Salmon farmers shun GM fish
It was many years ago when the members of the Association, which represented salmon farmers in Norway, Scotland, Ireland, Iceland, Canada (East & West Coasts), the US and Australia, took a unanimous stand against the use of genetically modified fish in their farms. The position came as a result of work being conducted on both coasts of North America. On the East Coast, a company was developing a transgenic Atlantic salmon for use in future fish farms that would grow faster than conventionally raised salmon. On Canada’s West Coast, Dr. Bob Devlin with the federal Department of Fisheries and Oceans was experimenting with transgenic coho salmon, but for a totally different purpose. His research was based on the need for governments to reach a better understanding of the biology of such genetically modified fish in case an application for farming of GM fish in Canada came its way.
In a recent interview with the Telegraph Journal, the current president of the International Salmon Farmers Association (ISFA) Nell Halse told reporter Rebecca Penty that her industry outright rejects the product. “The aquaculture industry and salmon farming industry world wide has a very clear policy that we do not support the commercial production of genetically modified salmon”, Ms. Halse told the reporter.
The one and only company that seems to be pushing for the approval of farming GM salmon is the Boston, Massachusetts based AquaBounty Technologies which claims to have found a way for Atlantic salmon to grow faster by inserting a growth hormone gene from a pacific Chinook salmon. It claims to have studied their technology for some 20 years. The company is also pushing for the industry to not only use their GM salmon, but to switch from using conventional ocean- based net pen technology to a system of land-based tanks, where the genetically modified fish would have less chance to escape and mingle with regular wild salmon. AquaBounty also claims that their method of sterilizing the Atlantic salmon will ensure that 100% of their production fish can not reproduce even if they managed to escape.
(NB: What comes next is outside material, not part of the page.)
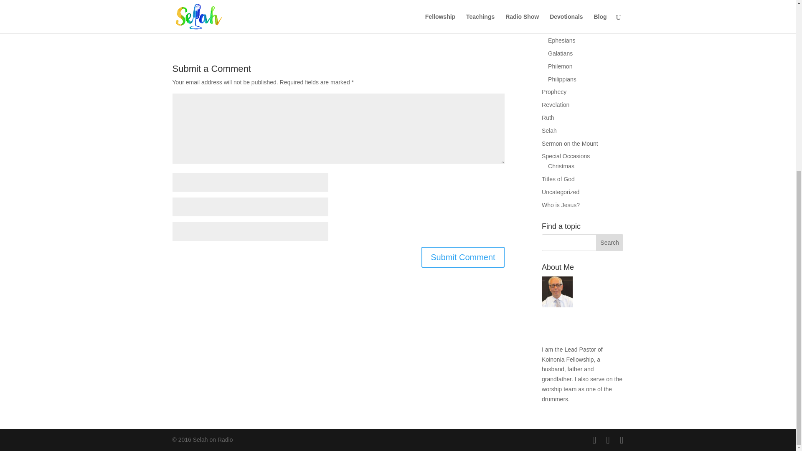 Image resolution: width=802 pixels, height=451 pixels. I want to click on Ephesians, so click(562, 40).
But some fish breeders, including Dr. Devlin, argue that by using conventional and non-transgenic breeding technologies they can extract the growth potential of some salmonid fishes in a similar fashion. Nell Halse, who in her day job works for Cooke Aquaculture, a salmon farming company based in New Brunswick on Canada’s East Coast, said that her company has its own breeding program “..thathas enabled the company to select fish based on their attributes to improve growth rates without any growth hormones to the point where the company’s fish mature faster than in the wild”.
The US Food and Drug Administration is currently deciding if AquaBounty should be given the approval to start production of their GM salmon.